Monday, April 06, 2009

Alcohol and ancient Greeks

now reading: Lie Down in Darkness by William Styron

And don't those two things go so well together?

Well, there is no shortage of alcohol in this book as one of our main characters, Milton Loftis, is totally lost in whiskey and his drinking pretty much ruins his family. Well, that and his betrayal and his just general inability to be good and/or deal with reality. But I really relate to him sometimes on the alcohol.

"At the age of fifty he was beginning to discover, with a sense of panic, that his whole life had been in the nature of a hangover, with faintly unpleasant pleasures being atoned for by the dull unalleviated pain of guilt. Had he the solace of knowing that he was an alcoholic, things would have been brighter, because he had read somewhere that alcoholism was a disease; but he was not, he assured himself, alcoholic, only self-indulgent, and his disease, whatever it was, resided in shadier corners of his soul -- where decisions were reached not through reason but by rationalization, and where a thin membranous growth of selfishness always seemed to prevent his decent motives from becoming happy actions." -- pp. 152-153

Of course that obviously doesn't describe me, right? Everybody knows I'm not fifty.

Also interesting to consider is that Styron later wrote a memoir about his descent into depression. And we all know about how many of us self-medicate with alcohol, etc. Not that I think that's any worse than big-pharma-medicating, but I digress. I still don't really care for the memoir genre, but the fact that Styron is a good writer, that he wrote Darkness Visible late in an accomplished life and actually had something to remember in his memoir, plus now the idea that it might contain some insight into grappling with our good friend Al(cohol), make me want to maybe check out that book, too.

This also makes thinks about the whole creative genius/madness issue again, and makes me sad to again think about other writers who haven't been able to write about and/or work through their depression, notably in the last year David Foster Wallace, who hanged himself.

Meanwhile, speaking of writers who allude to all kinds of obscure things, Styron totally busts out this reference, in the middle of talking about Milton's wife's counseling sessions with Carey, their minister:

"Then at times they would talk of Milton, of the sad vanishing of love and passion, and why, Carey explained, using Diotima's discourse as a point of departure, it was necessary, after the falling away of years and the dissolution of the object of love on earth, to search for the lasting, the greater, the eternal love." --p.142

I mean, really? "Oh, you know, just talking to the minister about love, marital strife, and Diotima's infinite wisdom." Hello, had to look that one up. Sometimes I feel woefully ignorant about my ancient Greeks. And then I am sad.

So what this has all taught me is that I clearly need to spend less time fretting about law school and more time reading great novels such as Styron's, studying my classics, and pondering alcohol. Which I will now go do at the bar where we are watching Michigan State in the National Championship game. Hmmm, and I just read the chapter where Loftis really screws up by getting all sloppy drunk and going to the big, exciting Virginia football game in search of his daughter/a friend/elusive happiness while his other, handicapped daughter is dying in the hospital down the street ... what are you trying to say, Styron?

2 comments:

Kim Diaz said...

OK - I've read the Iliad and am more than 2/3 of the way through the Odyssey, read about 2 plays each of Euripides and Sophocles, read Thucydides' History of the Peloponnesian War in college, pored over Edith Hamilton's "Mythology", and read most of Plato's dialogues, though obviously not Symposium because I didn't know who in the hell Diotima was either.
It ain't you.
Yes - there sure is a lot of wine in the Greeks. And now, especially since I'm reading about a voyager, there's an AWFUL lot about "mixing" wine for the guests. Apparently, Greeks and other Mediterranean peoples (such as my Spanish grandparents) have always mixed their wine with water. In this way it is refreshing and close to a soft drink. Plus you can drink more goblets of it. Much is made in Homer, especially the Odyssey, of mixing and mixing bowls (they were used to mix wine for entire parties of people), which could be quite elaborate and artfully made out of precious metals and often given away as gifts for parting guests and prizes at sporting competitions.
As for depression - I read somewhere long ago that depressed people are actually more cognizant of realty than your average Joe; this may be precisely what makes them depressed. I don't know if I would qualify that as madness. I think perhaps a lot of humans with brains need a small dose of denial to get through the day. I know I probably do.

Toodles.

linda said...

Oh my! There is a wealth of wisdom and information in your comment (thanks!) but I am BLOWN AWAY by the water/wine thing. Hello! Making it not totally bizarre at all to have Jesus "turning water into wine." More rational explanations for Bible mythology = I love it. Have you read Ishmael? Probably not, you are too busy tearing up the ancient Greeks. Maybe that will be my next project. I've just done the most basic basics -- like, whatever I read in AP English. But I did just buy a used copy of The Iliad.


- **Directions**: Copy out all lines from the material that contain the string "axis".

- **Listed records**:
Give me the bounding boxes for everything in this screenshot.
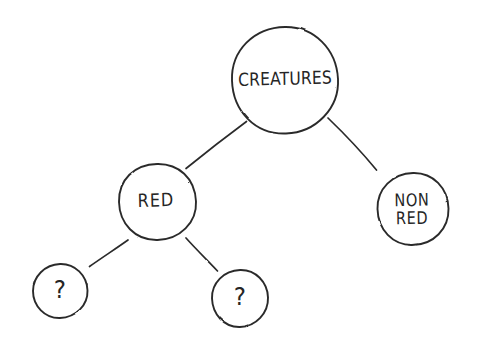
edge-layer: [90, 118, 377, 271]
node-circle-creatures[interactable]: [232, 27, 338, 134]
sketch-layer: [0, 0, 481, 345]
node-circle-unknown-left[interactable]: [33, 264, 88, 318]
diagram-canvas: CREATURES RED NON RED ? ?: [0, 0, 481, 345]
node-circle-unknown-right[interactable]: [212, 270, 268, 327]
edge-creatures-red: [186, 122, 247, 169]
edge-red-unknown-right: [186, 238, 218, 271]
node-circle-non-red[interactable]: [377, 173, 448, 245]
node-outline-layer: [33, 27, 449, 327]
edge-red-unknown-left: [90, 240, 129, 267]
edge-creatures-non-red: [328, 118, 377, 170]
node-circle-red[interactable]: [119, 164, 196, 240]
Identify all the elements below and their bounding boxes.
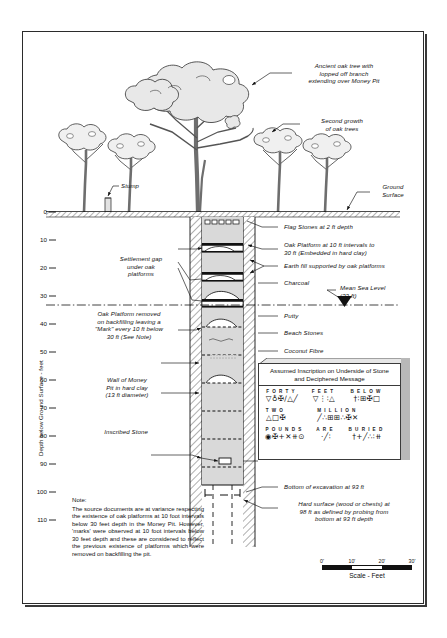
cipher-word-plain: BURIED	[345, 427, 389, 432]
charcoal-layer	[210, 355, 236, 360]
bottom-of-excavation	[202, 485, 243, 497]
second-growth-oak-right-2	[303, 134, 351, 212]
label-beach-stones: Beach Stones	[284, 329, 354, 337]
scale-segment	[323, 566, 352, 569]
depth-axis	[49, 212, 56, 520]
label-bottom-excavation: Bottom of excavation at 93 ft	[284, 483, 414, 491]
axis-tick-90: 90	[25, 460, 47, 467]
label-earth-fill: Earth fill supported by oak platforms	[284, 262, 414, 270]
cipher-word-plain: TWO	[263, 408, 289, 413]
inscribed-stone	[219, 458, 231, 464]
label-hard-surface: Hard surface (wood or chests) at 98 ft a…	[282, 500, 406, 523]
panel-divider	[259, 385, 400, 386]
cipher-word-symbols: †∶⊞✠□	[347, 394, 387, 403]
cross-section-artwork	[0, 0, 447, 638]
second-growth-oak-left-1	[59, 124, 106, 212]
figure-page: 0 10 20 30 40 50 60 70 80 90 100 110 Dep…	[0, 0, 447, 638]
label-stump: Stump	[121, 182, 161, 190]
note-body: The source documents are at variance res…	[72, 506, 204, 559]
scale-tick-30: 30'	[409, 558, 416, 564]
second-growth-oak-right-1	[254, 128, 302, 212]
axis-tick-0: 0	[25, 208, 47, 215]
note-block: Note: The source documents are at varian…	[72, 496, 204, 558]
label-second-growth: Second growth of oak trees	[302, 117, 382, 132]
label-ancient-oak: Ancient oak tree with lopped off branch …	[293, 62, 395, 85]
cipher-word-plain: ARE	[314, 427, 338, 432]
cipher-row: POUNDS ARE BURIED ◉✠+✕⧺⊙ ·╱∶ †+╱∴∶⧺	[263, 426, 397, 441]
label-mean-sea-level: Mean Sea Level (33 ft)	[340, 284, 410, 299]
label-wall-of-pit: Wall of Money Pit in hard clay (13 ft di…	[92, 376, 162, 399]
scale-segment	[352, 566, 381, 569]
cipher-word-symbols: †+╱∴∶⧺	[345, 432, 389, 441]
cipher-word-plain: FORTY	[263, 389, 301, 394]
cipher-word-plain: POUNDS	[263, 427, 307, 432]
oak-platform-20ft	[202, 272, 243, 282]
scale-bar-graphic	[322, 565, 412, 570]
axis-tick-40: 40	[25, 320, 47, 327]
cipher-symbol-row: △□✠ ╱∴⊞⊞∴✠✕	[263, 413, 397, 422]
inscription-title: Assumed Inscription on Underside of Ston…	[261, 367, 398, 383]
axis-tick-100: 100	[22, 488, 47, 495]
cipher-word-plain: MILLION	[309, 408, 367, 413]
cipher-symbol-row: ◉✠+✕⧺⊙ ·╱∶ †+╱∴∶⧺	[263, 432, 397, 441]
cipher-word-symbols: ╱∴⊞⊞∴✠✕	[309, 413, 367, 422]
cipher-word-symbols: ▽♁✠∕△╱	[263, 394, 301, 403]
cipher-row: FORTY FEET BELOW ▽♁✠∕△╱ ▽⋮∶△ †∶⊞✠□	[263, 388, 397, 403]
label-putty: Putty	[284, 312, 334, 320]
cipher-word-plain: FEET	[308, 389, 340, 394]
cipher-word-symbols: △□✠	[263, 413, 289, 422]
inscription-panel: Assumed Inscription on Underside of Ston…	[258, 358, 410, 461]
scale-tick-10: 10'	[349, 558, 356, 564]
cipher-symbol-row: ▽♁✠∕△╱ ▽⋮∶△ †∶⊞✠□	[263, 394, 397, 403]
scale-tick-labels: 0' 10' 20' 30'	[322, 558, 412, 565]
cipher-word-symbols: ◉✠+✕⧺⊙	[263, 432, 307, 441]
axis-tick-50: 50	[25, 348, 47, 355]
flag-stones-layer	[205, 220, 239, 224]
axis-tick-20: 20	[25, 264, 47, 271]
cipher-word-symbols: ▽⋮∶△	[308, 394, 340, 403]
axis-tick-110: 110	[22, 516, 47, 523]
scale-segment	[382, 566, 411, 569]
panel-side-bevel	[401, 358, 410, 460]
ground-surface	[46, 212, 400, 217]
cipher-rows: FORTY FEET BELOW ▽♁✠∕△╱ ▽⋮∶△ †∶⊞✠□ TWO	[263, 388, 397, 445]
scale-bar: 0' 10' 20' 30' Scale - Feet	[322, 558, 412, 579]
axis-title: Depth below Ground Surface - feet	[37, 360, 44, 456]
label-charcoal: Charcoal	[284, 279, 344, 287]
label-ground-surface: Ground Surface	[371, 183, 415, 198]
scale-caption: Scale - Feet	[322, 572, 412, 579]
label-oak-platform: Oak Platform at 10 ft intervals to 30 ft…	[284, 241, 408, 256]
scale-tick-0: 0'	[320, 558, 324, 564]
label-platform-removed: Oak Platform removed on backfilling leav…	[80, 310, 178, 340]
label-coconut-fibre: Coconut Fibre	[284, 347, 354, 355]
oak-platform-10ft	[202, 243, 243, 253]
label-flag-stones: Flag Stones at 2 ft depth	[284, 223, 404, 231]
label-inscribed-stone: Inscribed Stone	[76, 428, 148, 436]
axis-tick-10: 10	[25, 236, 47, 243]
second-growth-oak-left-2	[108, 134, 155, 212]
note-heading: Note:	[72, 496, 204, 503]
cipher-row: TWO MILLION △□✠ ╱∴⊞⊞∴✠✕	[263, 407, 397, 422]
stump	[105, 198, 111, 212]
cipher-word-symbols: ·╱∶	[314, 432, 338, 441]
label-settlement-gap: Settlement gap under oak platforms	[104, 255, 178, 278]
scale-tick-20: 20'	[379, 558, 386, 564]
axis-tick-30: 30	[25, 292, 47, 299]
cipher-word-plain: BELOW	[347, 389, 387, 394]
pit-earth-fill	[202, 217, 243, 485]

- **Solution to this task**:
depth-axis	[49, 212, 56, 520]
axis-tick-90: 90	[25, 460, 47, 467]
axis-tick-0: 0	[25, 208, 47, 215]
axis-tick-40: 40	[25, 320, 47, 327]
axis-tick-100: 100	[22, 488, 47, 495]
axis-tick-50: 50	[25, 348, 47, 355]
axis-tick-20: 20	[25, 264, 47, 271]
axis-tick-110: 110	[22, 516, 47, 523]
axis-title: Depth below Ground Surface - feet	[37, 360, 44, 456]
axis-tick-10: 10	[25, 236, 47, 243]
axis-tick-30: 30	[25, 292, 47, 299]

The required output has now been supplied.